Well, not really. This is a bit of kiwi "can do' in operation. A ball of twine, a pair of scissors, some ingenuity and minor acrobatics was all it took! This kauri is on the slopes of Whanake. One of the few to escape the axe during during the mayhem of the colonial and post colonial period.
It's girth measured PRECISELY 4.81m. Less accurate observations and calculations suggest a total volume of timber approximating 25 cubic m. Not really the way to think about such a beautiful tree, but it was the colonial perspective.
It is really just a baby although probably well into it's second century. It is worth giving it a value in current terms because it helps to explain why these trees were cut at such a prodigious rate in the past. An exact value for sawn and dressed kauri timber could be around NZ$ 2 000/cubic m. This would make this Tuateawa specimen worth around NZ$ 50 000. The biggest Northland kauri has a volume, including it's major branches, in excess of 500 cubic m. It is a million dollar tree but it's true value is not monetary.
Today little kauri is milled other than sub fossil material, buried by the many cataclysmic events of the past few thousand years. Logging does still continue elsewhere in the Pacific Islands. Our kauri is the only temperate adapted species out of the twenty that exist. The rest grow in sub-tropical situations.
Is this specimen the largest tree in the Tuateawa area? There could well be others. One candidate is easily visible from Tuateawa. It is in what appears to be difficult country, in the hills to the north of the road on the way to Kennedy Bay. All you need to claim the record is some bush crashing ability and, of course, a ball of twine and a pair of scissors!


### Your goal
Return every line of the listing that includes the string "layer".

### Records to use

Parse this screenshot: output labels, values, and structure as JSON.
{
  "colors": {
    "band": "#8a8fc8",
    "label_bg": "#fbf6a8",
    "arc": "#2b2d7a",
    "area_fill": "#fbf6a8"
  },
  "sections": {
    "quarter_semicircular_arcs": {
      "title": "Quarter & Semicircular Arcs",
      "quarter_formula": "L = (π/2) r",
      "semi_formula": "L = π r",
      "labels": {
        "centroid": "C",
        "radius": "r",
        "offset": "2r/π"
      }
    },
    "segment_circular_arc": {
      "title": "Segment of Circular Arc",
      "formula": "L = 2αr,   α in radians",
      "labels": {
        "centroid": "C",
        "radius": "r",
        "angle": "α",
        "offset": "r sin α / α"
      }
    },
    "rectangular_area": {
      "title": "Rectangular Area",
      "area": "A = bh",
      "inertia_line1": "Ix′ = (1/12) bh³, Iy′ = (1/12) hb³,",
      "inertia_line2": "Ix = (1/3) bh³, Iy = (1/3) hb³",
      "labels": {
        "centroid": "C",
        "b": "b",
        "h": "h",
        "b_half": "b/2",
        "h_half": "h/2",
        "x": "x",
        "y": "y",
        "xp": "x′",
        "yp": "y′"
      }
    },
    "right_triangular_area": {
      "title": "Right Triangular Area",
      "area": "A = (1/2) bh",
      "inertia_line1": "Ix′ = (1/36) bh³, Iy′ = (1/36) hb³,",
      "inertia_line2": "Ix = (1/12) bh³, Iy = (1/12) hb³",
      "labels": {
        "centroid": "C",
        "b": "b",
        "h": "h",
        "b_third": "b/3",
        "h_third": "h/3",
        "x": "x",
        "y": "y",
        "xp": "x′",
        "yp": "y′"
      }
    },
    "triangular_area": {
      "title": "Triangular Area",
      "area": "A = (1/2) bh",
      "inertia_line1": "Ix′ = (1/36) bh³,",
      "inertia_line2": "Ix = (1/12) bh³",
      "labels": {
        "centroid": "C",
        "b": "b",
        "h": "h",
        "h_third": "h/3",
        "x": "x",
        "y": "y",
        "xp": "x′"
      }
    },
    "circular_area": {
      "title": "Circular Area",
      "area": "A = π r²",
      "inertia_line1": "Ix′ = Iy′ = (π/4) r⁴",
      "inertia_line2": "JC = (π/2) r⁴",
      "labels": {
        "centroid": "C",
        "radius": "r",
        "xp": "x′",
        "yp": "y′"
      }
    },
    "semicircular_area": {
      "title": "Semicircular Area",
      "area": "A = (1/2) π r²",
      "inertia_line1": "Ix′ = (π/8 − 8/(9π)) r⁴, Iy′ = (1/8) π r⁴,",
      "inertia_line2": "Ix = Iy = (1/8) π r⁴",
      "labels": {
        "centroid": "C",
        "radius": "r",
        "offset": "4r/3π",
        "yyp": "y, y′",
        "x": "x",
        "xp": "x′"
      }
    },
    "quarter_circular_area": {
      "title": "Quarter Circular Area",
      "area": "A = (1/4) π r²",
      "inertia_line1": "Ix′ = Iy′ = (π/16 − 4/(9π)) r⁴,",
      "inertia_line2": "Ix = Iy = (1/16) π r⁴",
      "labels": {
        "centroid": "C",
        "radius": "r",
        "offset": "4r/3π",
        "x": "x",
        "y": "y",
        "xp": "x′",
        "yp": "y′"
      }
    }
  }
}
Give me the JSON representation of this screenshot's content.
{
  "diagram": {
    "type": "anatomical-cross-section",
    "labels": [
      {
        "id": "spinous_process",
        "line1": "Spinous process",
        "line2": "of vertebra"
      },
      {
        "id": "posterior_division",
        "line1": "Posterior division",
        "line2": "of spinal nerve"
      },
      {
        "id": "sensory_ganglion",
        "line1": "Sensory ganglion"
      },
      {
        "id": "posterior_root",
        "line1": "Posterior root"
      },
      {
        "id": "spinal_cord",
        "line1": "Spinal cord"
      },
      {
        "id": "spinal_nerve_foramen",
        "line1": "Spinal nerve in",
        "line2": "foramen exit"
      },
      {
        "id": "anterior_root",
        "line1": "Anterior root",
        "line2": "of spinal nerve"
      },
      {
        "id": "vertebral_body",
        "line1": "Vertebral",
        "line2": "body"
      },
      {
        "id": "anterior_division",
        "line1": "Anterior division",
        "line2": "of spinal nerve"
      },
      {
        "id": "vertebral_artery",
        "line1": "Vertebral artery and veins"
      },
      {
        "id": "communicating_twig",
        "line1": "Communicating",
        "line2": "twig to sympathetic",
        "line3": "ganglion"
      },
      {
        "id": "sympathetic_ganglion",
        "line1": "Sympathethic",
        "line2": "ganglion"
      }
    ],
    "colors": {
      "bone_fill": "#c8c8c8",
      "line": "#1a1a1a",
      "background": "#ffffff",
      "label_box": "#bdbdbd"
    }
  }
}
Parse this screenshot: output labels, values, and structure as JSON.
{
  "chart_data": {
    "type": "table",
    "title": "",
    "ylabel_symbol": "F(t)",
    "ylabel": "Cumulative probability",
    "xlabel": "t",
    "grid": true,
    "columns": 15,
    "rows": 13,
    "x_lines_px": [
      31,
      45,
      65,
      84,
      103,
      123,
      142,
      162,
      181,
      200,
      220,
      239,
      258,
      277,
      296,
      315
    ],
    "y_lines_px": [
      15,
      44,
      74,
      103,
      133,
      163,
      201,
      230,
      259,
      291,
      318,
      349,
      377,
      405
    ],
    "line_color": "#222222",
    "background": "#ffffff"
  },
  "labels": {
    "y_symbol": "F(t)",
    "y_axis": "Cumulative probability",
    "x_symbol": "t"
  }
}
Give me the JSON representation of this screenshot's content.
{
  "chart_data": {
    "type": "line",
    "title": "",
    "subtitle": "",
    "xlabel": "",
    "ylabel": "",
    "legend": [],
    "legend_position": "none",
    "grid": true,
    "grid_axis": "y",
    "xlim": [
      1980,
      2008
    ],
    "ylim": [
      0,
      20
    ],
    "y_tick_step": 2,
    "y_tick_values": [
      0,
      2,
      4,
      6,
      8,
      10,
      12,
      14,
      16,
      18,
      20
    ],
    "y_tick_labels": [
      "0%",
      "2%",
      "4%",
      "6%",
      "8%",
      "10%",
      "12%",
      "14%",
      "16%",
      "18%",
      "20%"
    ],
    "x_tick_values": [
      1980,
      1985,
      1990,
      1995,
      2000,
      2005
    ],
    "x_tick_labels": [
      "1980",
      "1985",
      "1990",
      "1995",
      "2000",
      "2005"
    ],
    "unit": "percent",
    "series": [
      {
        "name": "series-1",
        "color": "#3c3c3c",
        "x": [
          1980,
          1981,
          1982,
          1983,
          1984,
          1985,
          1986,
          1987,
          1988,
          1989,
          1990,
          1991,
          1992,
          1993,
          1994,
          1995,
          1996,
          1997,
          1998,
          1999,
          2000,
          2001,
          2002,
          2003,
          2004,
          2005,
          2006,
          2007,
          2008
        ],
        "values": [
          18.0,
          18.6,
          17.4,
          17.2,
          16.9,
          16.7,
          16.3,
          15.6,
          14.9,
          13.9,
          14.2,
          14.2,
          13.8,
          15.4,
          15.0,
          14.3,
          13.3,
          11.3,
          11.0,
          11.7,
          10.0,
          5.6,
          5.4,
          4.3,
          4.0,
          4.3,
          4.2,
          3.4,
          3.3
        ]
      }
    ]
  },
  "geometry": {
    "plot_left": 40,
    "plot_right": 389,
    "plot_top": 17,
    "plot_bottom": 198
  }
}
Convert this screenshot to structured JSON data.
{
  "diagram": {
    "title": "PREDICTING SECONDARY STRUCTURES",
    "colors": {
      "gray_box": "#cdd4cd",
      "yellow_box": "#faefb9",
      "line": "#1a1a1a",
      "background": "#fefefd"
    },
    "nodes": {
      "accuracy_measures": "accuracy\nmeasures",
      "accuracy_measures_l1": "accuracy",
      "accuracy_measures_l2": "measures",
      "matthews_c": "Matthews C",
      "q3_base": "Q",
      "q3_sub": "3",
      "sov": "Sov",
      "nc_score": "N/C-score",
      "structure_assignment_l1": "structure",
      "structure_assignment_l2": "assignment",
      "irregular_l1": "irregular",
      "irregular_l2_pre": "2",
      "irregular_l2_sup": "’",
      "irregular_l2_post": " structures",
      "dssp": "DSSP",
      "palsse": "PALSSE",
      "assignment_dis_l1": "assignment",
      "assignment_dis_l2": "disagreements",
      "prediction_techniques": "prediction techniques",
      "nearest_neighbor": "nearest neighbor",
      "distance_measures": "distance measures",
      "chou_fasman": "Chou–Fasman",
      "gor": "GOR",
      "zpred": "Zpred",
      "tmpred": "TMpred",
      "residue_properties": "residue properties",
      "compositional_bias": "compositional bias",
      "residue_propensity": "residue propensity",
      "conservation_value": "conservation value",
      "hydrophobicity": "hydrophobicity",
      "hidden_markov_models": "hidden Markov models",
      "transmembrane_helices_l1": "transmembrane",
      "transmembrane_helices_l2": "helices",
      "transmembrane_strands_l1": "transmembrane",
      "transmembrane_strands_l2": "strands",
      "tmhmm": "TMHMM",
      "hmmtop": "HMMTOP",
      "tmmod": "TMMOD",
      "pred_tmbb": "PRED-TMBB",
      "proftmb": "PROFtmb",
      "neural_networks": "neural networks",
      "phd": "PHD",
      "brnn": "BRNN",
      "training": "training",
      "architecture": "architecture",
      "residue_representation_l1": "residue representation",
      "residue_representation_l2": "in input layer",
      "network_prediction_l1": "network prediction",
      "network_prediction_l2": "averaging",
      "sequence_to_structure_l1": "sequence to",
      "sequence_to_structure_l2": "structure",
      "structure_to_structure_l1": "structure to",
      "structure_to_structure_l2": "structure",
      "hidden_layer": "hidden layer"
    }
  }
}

### Expected answer
      "residue_representation_l2": "in input layer",
      "hidden_layer": "hidden layer"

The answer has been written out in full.